What you can do is to look at the classes and reflect on the possibility of merging some of them. Could well be small groups of those classes support "family" functionality but were implemented separately for some historic reasons. Now when sufficient time has elapsed, a better composition might be possible.
Using static classes as namespaces defies the purpose of having namespaces.
The key difference is here:
If you define CategoryA
, CategoryB<
as namespaces, and when application uses two namespaces :
CategoryA::Item1 item = new CategoryA::Item1();
CategoryB::Item1 item = new CategoryB::Item1();
Here if the CategoryA
or CategoryB
is a static class rather than namespace, the usage for the application is almost same as described above.
However, if you define it as a namespace and application uses only 1 namespace (doesn't include CategoryB
), in that case application can actually use following
using namespace CategoryA;
Item1 item = new Item1();
But had you define CategoryA
as a static class the above is undefined!
One is forced to write CategoryA.something
every time.
Namespaces should be used to avoid naming conflicts whereas class hierarchy should be used when class grouping has some relevance to the system model.
Best Answer
Well, currently the main difference is a namespace is designed to be augmented in separate files. If you try to add a new nested class to a class, you get:
However, it only works that way because it was defined that way. It wouldn't be that difficult to rework the compiler to append to a class in certain ways when it sees what is now a redefinition.

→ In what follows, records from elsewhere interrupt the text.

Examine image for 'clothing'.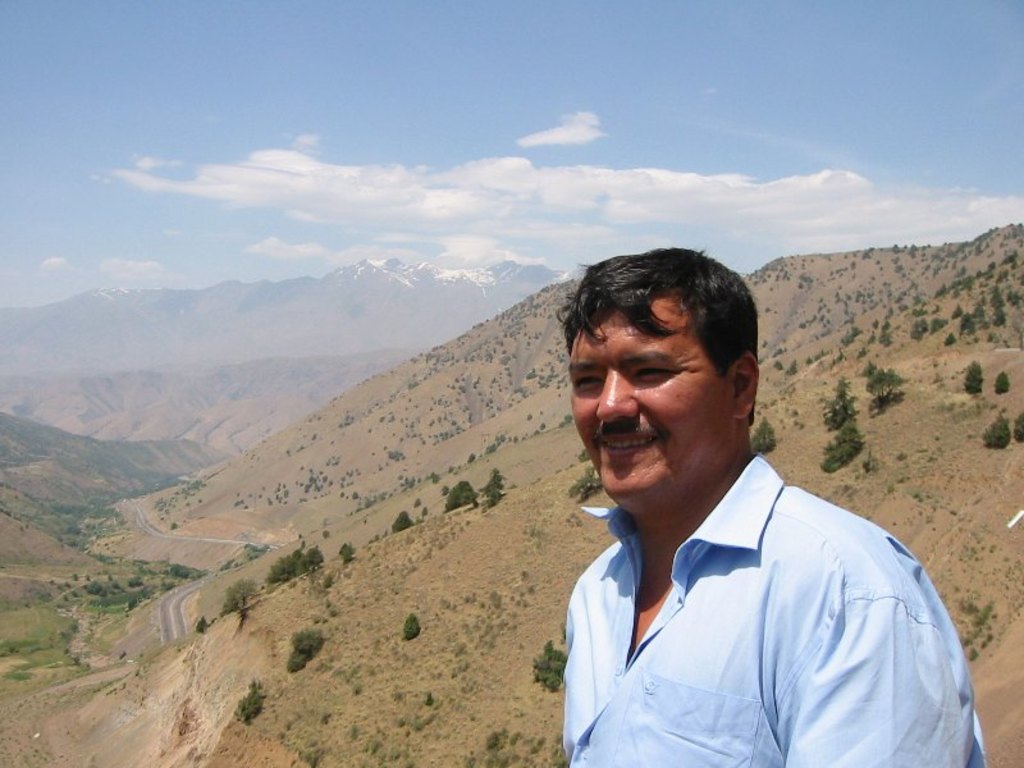
Examination result: detection(534, 416, 961, 758).
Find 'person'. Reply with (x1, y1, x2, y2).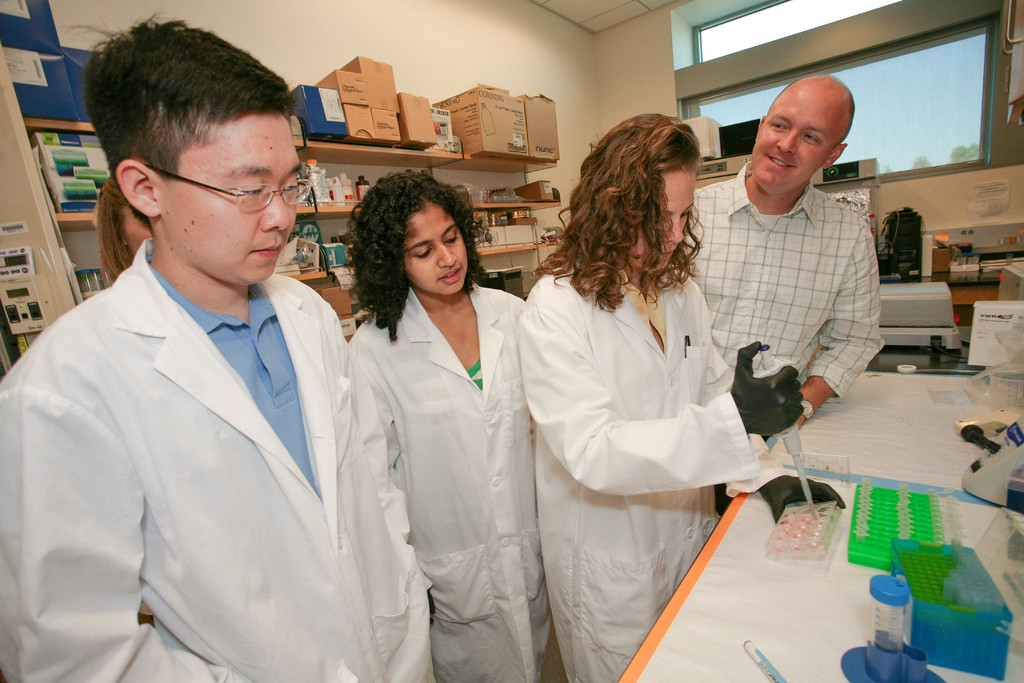
(676, 80, 887, 436).
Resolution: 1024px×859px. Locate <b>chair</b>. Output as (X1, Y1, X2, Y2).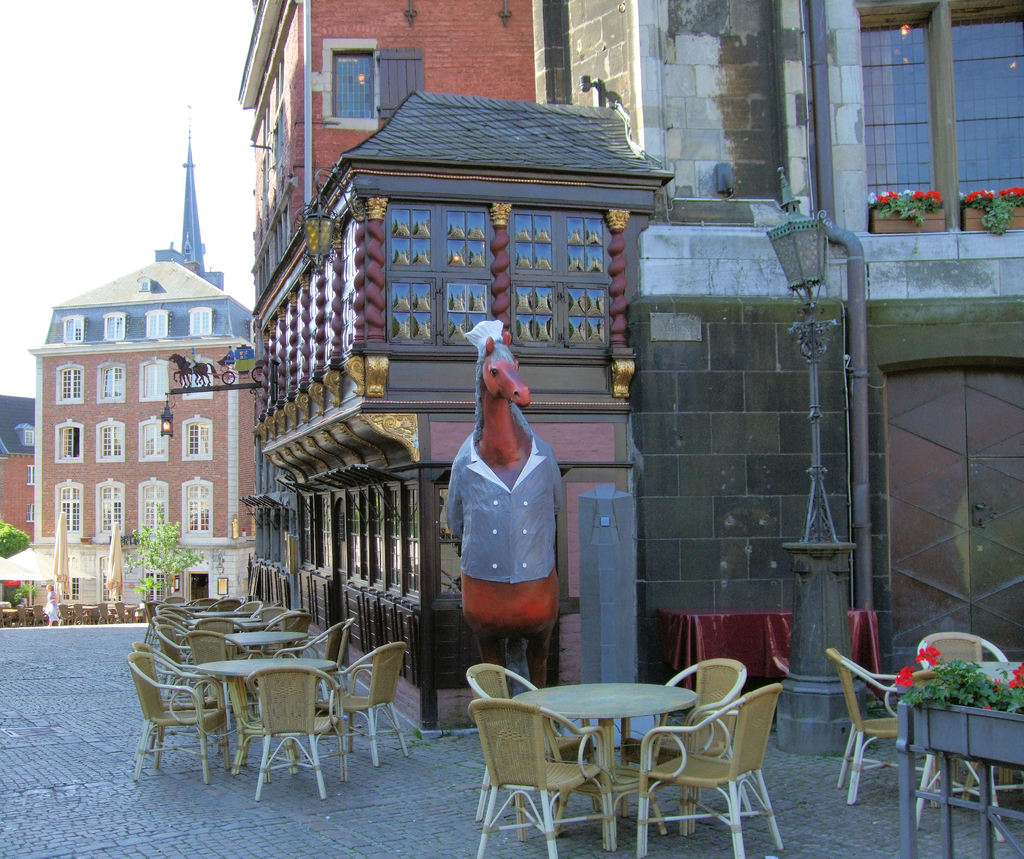
(323, 637, 414, 759).
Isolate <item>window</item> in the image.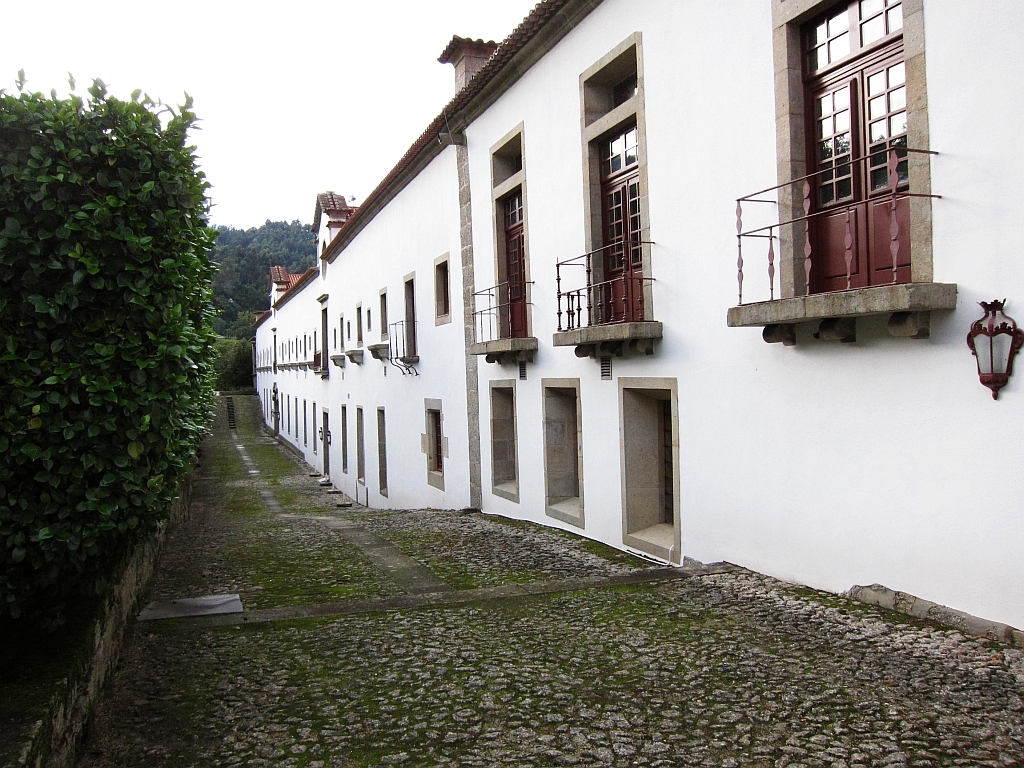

The reason they don't is that a namespace and a class are conceptually two different things, used for different reasons. A class is meant to be instantiated, and is used to create strong cohesion between a data structure and its associated methods. A namespace is meant to loosely gather modules to make it easier to share groups of several files without causing naming clashes.
Yes, you can approximate the behavior of one using the other, but that doesn't make them the same. If you used a redefinition-allowed class instead of namespaces, you would have problems like:
StdNamespace
instead of juststd
.When you add up all the special cases you would need to handle to make it truly follow the open-closed principle, you may as well just call it a namespace.